The biggest of all BIGGER story aspects to the HPSCI Memo, in the downstream coverage, has been entirely overlooked by all Main Stream Media. The Department of Justice FBI FISA request was for Title I surveillance authority. This is not some innocuous request for metadata exploration the FBI said American citizen Carter Page was a foreign agent of a hostile foreign government; the FBI was calling Carter Page a spy.
Title I FISA surveillance of U.S. citizens is the most intrusive, exhaustive and far reaching type of search, seizure and surveillance authority, permitting the FBI to look at every scintilla of Mr. Pages life. All communication, travel and contact can be opened and reviewed. All aspects of any of Mr. Pages engagements are subject to being secretly monitored. This is an entirely different level of surveillance authority, the highest possible, and has nothing to do with FISA-702 search queries (Title VII) of U.S. persons.
Sharyl Attkisson picks up from there with her deep dive into exactly what protections are in place, and the extraordinarily high-bar the DOJ needs to pass in order to gain Title I surveillance authority.
The point is: There are strict rules requiring that each and every fact presented in an FBI request to electronically spy on a U.S. citizen be extreme-vetted for accuracy and presented to the court only if verified.
Theres no dispute that at least some, if not a great deal, of information in the anti-Trump Steele dossier was unverified or false. Former FBI director James Comey testified as much himself before a Senate committee in June 2017. Comey repeatedly referred to salacious and unverified material in the dossier, which turned out to be paid political opposition research against Donald Trump funded first by Republicans, then by the Democratic National Committee and the Hillary Clinton campaign.

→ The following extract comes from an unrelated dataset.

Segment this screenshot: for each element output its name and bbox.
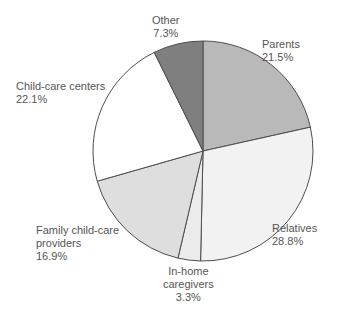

Presentation of any such unverified material to the Federal Intelligence Surveillance Act (FISA) court to justify a wiretap would appear to violate crucial procedural rules, called Woods Procedures, designed to protect U.S. citizens.

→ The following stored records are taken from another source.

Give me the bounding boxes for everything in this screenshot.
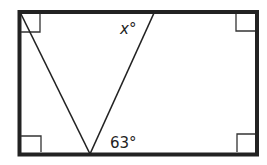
right-angle-marker-top-left xyxy=(21,14,40,32)
segment-left xyxy=(21,14,90,154)
right-angle-marker-top-right xyxy=(236,14,255,31)
right-angle-marker-bottom-left xyxy=(21,136,41,152)
angle-label-63: 63° xyxy=(110,134,137,152)
angle-label-x: x° xyxy=(119,20,136,38)
right-angle-marker-bottom-right xyxy=(237,134,255,152)
geometry-diagram: x° 63° xyxy=(0,0,267,165)
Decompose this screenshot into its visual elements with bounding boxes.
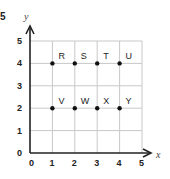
y-axis-label: y <box>23 11 29 22</box>
point-marker <box>117 61 121 65</box>
y-tick-label: 2 <box>17 103 22 113</box>
axes <box>26 26 151 157</box>
x-axis-label: x <box>155 149 161 160</box>
x-tick-label: 0 <box>29 158 34 168</box>
question-number: 5 <box>0 11 6 22</box>
x-tick-label: 5 <box>139 158 144 168</box>
y-tick-label: 1 <box>17 126 22 136</box>
point-label: S <box>81 51 87 61</box>
y-tick-label: 3 <box>17 81 22 91</box>
coordinate-plane: 5 012345012345 RSTUVWXY y x <box>0 0 170 179</box>
y-tick-label: 4 <box>17 58 22 68</box>
point-marker <box>117 106 121 110</box>
point-label: V <box>58 96 64 106</box>
point-marker <box>73 106 77 110</box>
x-tick-label: 2 <box>72 158 77 168</box>
point-label: T <box>103 51 109 61</box>
point-marker <box>95 106 99 110</box>
point-marker <box>95 61 99 65</box>
point-marker <box>73 61 77 65</box>
x-tick-label: 1 <box>49 158 54 168</box>
point-marker <box>50 61 54 65</box>
point-marker <box>50 106 54 110</box>
point-label: Y <box>126 96 132 106</box>
point-label: R <box>58 51 65 61</box>
point-label: W <box>81 96 90 106</box>
y-tick-label: 0 <box>17 148 22 158</box>
point-label: X <box>103 96 109 106</box>
x-tick-label: 4 <box>117 158 122 168</box>
y-tick-label: 5 <box>17 36 22 46</box>
point-label: U <box>126 51 133 61</box>
x-tick-label: 3 <box>94 158 99 168</box>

Yet Comey allegedly signed three of the FISA applications on behalf of the FBI. Deputy Director Andrew McCabe reportedly signed one and former Attorney General Sally Yates, then-Acting Deputy Attorney General Dana Boente and Deputy Attorney General Rod Rosenstein each reportedly signed one or more.
Nunes memo raises question: Did FBI violate Woods Procedures?
What, did you have your stomach stapled....hypnosis...got the flu?
Thanks, AB. Sorry about that.
55 and cloudy here.
I did see that, but thanks for posting it in this thread.
Trump Campaign Adviser Steps Down While Disputing Claims Of Russia Ties
Yep. The first FISA application noted in the HPSCI was filed October 21, 2016, nearly a month after Carter Page left the Trump campaign. Then three renewals, so a total of four 90-day periods, or close to 90 days each is a reasonable assumption.
I'd really like to see the FISA application. It is supposed to contain a detail description of what info is being sought, as well as "minimization" or which names/contacts will be dropped or redacted.
It is like the procedure of a Grand Jury granting an indictment and you know what they say about a Grand Jury “A good prosecutor can indict a ham sandwich.”
It is like the procedure of a Grand Jury granting an indictment and you know what they say about a Grand Jury “A good prosecutor can indict a ham sandwich.”